By Jan Wolfe
WASHINGTON (Reuters) – Texas legal regulators have asked a judge to discipline attorney Sidney Powell for filing lawsuits they say were frivolous in support of former President Donald Trump’s false claims of election fraud.
The disciplinary action is a major development in what has become a nationwide effort to punish pro-Trump lawyers who tried to overturn the November 2020 presidential election result, but is not a final finding of wrongdoing.
A Texas state court judge will hear the complaint and decide whether to impose a sanction and what that might be.
In the complaint made public on Tuesday, the State Bar of Texas Commission for Lawyer Discipline said Powell “had no reasonable basis” for filing lawsuits challenging President Joe Biden’s victories in key battleground states.
“Respondent (Powell) had no reasonable basis to believe the lawsuits she filed were not frivolous,” the complaint stated and called the suits a violation of a federal ethics rule requiring an attorney’s due diligence before asserting claims in court.
Powell said in a statement that she looked forward to presenting evidence to clear her name.
“The Texas bar decision was totally expected, but it is an unfortunate and poor decision by the Bar,” Powell said. “No lawyer could practice law under the rule they would set for me.”
Powell represented Trump’s campaign when he sought to overturn the election result. His campaign distanced itself from Powell after she claimed without evidence at a Nov. 19 news conference that electronic voting systems had switched millions of ballots to Biden.
In August, a federal judge in Michigan said an election lawsuit Powell filed in that state was frivolous.
“This lawsuit represents a historic and profound abuse of the judicial process,” U.S. District Judge Linda Parker said in her decision, adding that the case “was never about fraud – it was about undermining the people’s faith in our democracy and debasing the judicial process to do so.”
Powell and lawyers with whom she worked have appealed that ruling, saying her conduct was ethical.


### Problem to solve
Copy exactly the stretch of data below from the line with "Guide me to *tree*." through the line with "Return the detection", including both of those lines.

### Data extract
--------------------

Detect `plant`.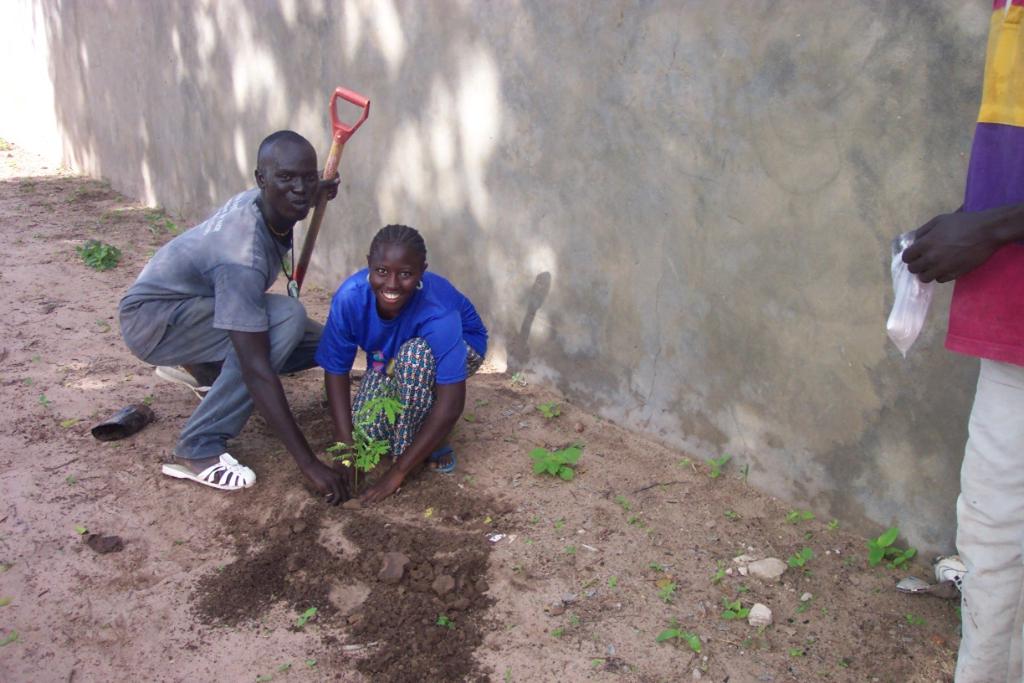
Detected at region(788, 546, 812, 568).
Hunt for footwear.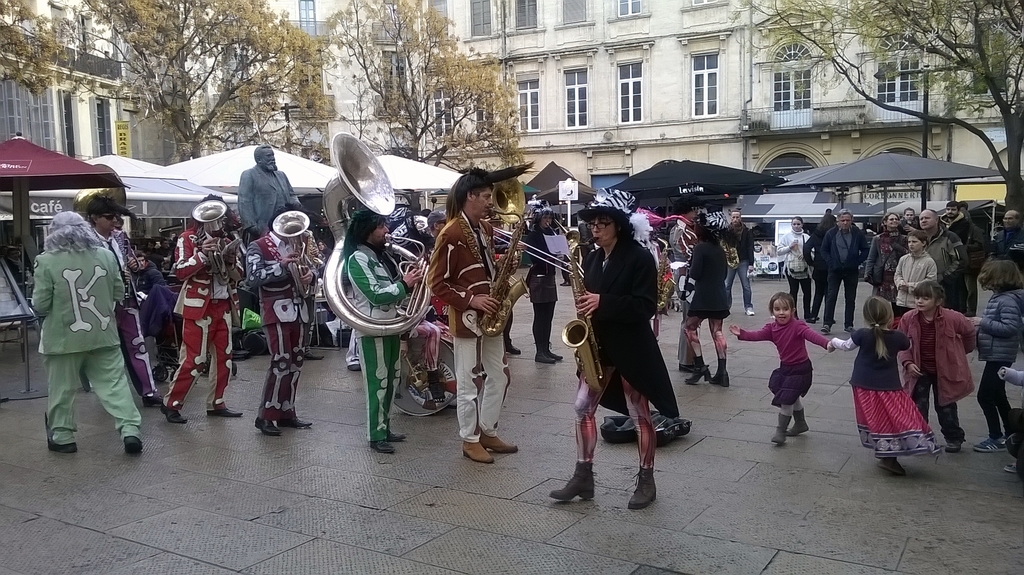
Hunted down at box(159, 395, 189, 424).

--------------------

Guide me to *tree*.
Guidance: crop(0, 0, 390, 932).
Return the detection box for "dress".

--------------------

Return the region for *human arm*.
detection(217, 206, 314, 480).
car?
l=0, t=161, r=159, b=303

--------------------

### Worked solution
Guide me to *tree*.
Guidance: crop(0, 0, 390, 932).
Return the detection box for "dress".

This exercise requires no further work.